Required action ▸ The required result is an exact copy of the material from the line with "Locate an element on the screen. The height" through its final line, both ends included.

---------- Extracted records

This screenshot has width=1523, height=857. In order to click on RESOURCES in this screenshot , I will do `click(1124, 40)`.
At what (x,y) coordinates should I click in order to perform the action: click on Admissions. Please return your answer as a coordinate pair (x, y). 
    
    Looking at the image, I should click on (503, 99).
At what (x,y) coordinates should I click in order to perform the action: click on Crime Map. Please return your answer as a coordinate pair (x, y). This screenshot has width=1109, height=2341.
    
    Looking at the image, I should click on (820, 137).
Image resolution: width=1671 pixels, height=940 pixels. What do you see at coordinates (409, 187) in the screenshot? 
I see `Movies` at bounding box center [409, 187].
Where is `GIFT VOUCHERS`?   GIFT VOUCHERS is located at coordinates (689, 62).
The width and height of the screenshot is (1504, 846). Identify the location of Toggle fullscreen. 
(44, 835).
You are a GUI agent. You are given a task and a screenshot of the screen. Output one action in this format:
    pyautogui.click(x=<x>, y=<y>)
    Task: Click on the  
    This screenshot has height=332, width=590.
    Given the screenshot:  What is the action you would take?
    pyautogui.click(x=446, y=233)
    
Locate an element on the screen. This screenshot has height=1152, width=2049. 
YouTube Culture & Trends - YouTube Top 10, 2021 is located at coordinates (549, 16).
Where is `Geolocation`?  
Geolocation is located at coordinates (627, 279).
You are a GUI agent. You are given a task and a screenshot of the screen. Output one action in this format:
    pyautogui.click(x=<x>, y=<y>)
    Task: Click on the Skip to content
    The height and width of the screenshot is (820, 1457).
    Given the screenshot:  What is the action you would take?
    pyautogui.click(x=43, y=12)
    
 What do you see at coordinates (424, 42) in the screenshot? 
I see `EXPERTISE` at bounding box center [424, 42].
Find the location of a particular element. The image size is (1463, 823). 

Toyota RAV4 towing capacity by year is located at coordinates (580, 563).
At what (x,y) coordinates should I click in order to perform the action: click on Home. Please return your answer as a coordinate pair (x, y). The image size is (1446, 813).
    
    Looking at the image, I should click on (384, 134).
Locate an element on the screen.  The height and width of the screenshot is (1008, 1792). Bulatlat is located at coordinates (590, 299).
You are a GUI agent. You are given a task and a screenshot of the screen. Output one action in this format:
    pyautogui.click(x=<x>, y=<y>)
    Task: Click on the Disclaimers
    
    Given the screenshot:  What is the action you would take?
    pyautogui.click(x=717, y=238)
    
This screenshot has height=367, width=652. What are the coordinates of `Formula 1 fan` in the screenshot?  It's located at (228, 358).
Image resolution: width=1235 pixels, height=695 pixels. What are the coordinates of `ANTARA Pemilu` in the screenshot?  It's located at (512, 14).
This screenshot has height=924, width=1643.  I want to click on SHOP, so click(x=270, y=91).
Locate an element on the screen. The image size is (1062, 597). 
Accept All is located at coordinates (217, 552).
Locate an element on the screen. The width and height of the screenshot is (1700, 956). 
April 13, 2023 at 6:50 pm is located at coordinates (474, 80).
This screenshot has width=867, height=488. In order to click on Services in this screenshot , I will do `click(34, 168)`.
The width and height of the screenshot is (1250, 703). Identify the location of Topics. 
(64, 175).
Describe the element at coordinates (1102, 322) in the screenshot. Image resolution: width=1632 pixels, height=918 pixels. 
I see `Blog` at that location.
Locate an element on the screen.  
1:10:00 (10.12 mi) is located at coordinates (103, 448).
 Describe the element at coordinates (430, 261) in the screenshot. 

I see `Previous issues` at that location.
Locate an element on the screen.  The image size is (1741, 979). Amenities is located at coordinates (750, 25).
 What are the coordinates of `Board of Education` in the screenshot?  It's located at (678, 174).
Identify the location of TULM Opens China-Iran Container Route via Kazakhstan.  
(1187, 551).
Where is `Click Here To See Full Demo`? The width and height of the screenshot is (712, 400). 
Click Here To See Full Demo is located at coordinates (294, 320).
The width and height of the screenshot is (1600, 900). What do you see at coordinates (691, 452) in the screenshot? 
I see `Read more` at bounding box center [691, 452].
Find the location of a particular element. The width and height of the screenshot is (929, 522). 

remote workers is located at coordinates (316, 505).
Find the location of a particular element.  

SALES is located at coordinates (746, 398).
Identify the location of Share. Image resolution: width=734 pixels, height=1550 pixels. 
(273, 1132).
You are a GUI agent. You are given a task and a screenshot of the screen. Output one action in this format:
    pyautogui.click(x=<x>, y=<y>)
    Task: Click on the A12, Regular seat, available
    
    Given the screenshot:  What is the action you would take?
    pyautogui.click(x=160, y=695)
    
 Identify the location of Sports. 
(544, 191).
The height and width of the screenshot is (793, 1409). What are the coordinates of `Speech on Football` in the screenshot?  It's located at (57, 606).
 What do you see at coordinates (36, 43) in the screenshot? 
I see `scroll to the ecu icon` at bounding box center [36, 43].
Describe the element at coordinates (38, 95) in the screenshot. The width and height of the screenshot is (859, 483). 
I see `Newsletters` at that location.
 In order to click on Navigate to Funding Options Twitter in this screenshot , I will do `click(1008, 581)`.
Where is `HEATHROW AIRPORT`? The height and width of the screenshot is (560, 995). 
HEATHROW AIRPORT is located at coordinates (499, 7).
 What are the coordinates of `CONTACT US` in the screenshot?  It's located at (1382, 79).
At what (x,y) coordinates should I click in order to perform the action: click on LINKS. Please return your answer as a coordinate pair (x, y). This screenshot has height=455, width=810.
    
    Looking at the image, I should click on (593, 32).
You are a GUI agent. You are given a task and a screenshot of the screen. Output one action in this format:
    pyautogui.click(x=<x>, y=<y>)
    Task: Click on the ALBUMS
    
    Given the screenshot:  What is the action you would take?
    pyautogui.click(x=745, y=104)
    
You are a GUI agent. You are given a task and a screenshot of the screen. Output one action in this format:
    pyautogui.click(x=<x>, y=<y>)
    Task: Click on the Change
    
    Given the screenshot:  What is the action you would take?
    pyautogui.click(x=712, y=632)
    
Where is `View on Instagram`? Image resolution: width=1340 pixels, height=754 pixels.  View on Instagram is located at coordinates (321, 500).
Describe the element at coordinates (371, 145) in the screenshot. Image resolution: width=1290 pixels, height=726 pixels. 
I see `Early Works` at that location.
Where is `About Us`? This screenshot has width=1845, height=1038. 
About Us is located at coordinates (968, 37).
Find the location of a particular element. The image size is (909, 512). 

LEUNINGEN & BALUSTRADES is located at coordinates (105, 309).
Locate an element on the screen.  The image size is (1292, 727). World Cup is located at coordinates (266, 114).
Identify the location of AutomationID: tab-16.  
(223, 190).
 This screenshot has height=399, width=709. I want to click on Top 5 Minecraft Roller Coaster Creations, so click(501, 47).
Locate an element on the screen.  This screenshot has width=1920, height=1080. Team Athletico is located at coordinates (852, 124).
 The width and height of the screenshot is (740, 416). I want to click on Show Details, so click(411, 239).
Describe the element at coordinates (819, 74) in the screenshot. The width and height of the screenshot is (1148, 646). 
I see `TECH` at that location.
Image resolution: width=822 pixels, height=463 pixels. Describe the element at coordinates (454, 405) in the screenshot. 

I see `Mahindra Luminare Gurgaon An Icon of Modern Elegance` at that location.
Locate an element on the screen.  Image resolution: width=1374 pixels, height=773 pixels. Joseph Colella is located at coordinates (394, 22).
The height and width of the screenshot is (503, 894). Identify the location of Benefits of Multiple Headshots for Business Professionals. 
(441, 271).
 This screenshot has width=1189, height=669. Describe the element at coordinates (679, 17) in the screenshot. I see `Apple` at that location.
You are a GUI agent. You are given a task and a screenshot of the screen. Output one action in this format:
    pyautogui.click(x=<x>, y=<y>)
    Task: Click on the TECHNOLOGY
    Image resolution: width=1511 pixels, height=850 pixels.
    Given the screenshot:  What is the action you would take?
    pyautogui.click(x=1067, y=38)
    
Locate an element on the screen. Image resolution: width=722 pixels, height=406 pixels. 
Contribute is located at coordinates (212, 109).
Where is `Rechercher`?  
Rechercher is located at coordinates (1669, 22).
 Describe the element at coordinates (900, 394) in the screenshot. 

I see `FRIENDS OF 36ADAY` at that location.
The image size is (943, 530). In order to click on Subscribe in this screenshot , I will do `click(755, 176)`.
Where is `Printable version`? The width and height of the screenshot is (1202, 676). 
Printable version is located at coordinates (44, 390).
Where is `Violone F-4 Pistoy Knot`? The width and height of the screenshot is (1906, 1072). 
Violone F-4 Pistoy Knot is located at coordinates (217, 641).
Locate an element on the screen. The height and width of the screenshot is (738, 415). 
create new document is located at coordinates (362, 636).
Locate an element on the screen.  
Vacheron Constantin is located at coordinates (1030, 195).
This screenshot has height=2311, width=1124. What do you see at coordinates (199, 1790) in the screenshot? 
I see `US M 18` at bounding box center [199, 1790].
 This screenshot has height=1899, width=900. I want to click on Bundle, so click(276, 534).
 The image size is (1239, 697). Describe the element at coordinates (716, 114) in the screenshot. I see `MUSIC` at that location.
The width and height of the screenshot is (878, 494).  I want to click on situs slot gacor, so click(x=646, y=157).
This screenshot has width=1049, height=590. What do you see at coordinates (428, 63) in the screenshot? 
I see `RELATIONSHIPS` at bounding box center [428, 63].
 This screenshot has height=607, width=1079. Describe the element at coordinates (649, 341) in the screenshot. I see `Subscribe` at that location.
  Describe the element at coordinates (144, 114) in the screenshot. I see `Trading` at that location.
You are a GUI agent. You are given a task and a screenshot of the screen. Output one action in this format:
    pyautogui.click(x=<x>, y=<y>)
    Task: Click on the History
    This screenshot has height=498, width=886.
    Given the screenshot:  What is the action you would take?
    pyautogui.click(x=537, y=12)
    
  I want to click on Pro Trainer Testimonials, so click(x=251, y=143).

--------------------

Task solution ▸
Locate an element on the screen. The height and width of the screenshot is (738, 415). 
create new document is located at coordinates (362, 636).
Locate an element on the screen.  
Vacheron Constantin is located at coordinates (1030, 195).
This screenshot has height=2311, width=1124. What do you see at coordinates (199, 1790) in the screenshot? 
I see `US M 18` at bounding box center [199, 1790].
 This screenshot has height=1899, width=900. I want to click on Bundle, so click(276, 534).
 The image size is (1239, 697). Describe the element at coordinates (716, 114) in the screenshot. I see `MUSIC` at that location.
The width and height of the screenshot is (878, 494).  I want to click on situs slot gacor, so click(x=646, y=157).
This screenshot has width=1049, height=590. What do you see at coordinates (428, 63) in the screenshot? 
I see `RELATIONSHIPS` at bounding box center [428, 63].
 This screenshot has height=607, width=1079. Describe the element at coordinates (649, 341) in the screenshot. I see `Subscribe` at that location.
  Describe the element at coordinates (144, 114) in the screenshot. I see `Trading` at that location.
You are a GUI agent. You are given a task and a screenshot of the screen. Output one action in this format:
    pyautogui.click(x=<x>, y=<y>)
    Task: Click on the History
    This screenshot has height=498, width=886.
    Given the screenshot:  What is the action you would take?
    pyautogui.click(x=537, y=12)
    
  I want to click on Pro Trainer Testimonials, so click(x=251, y=143).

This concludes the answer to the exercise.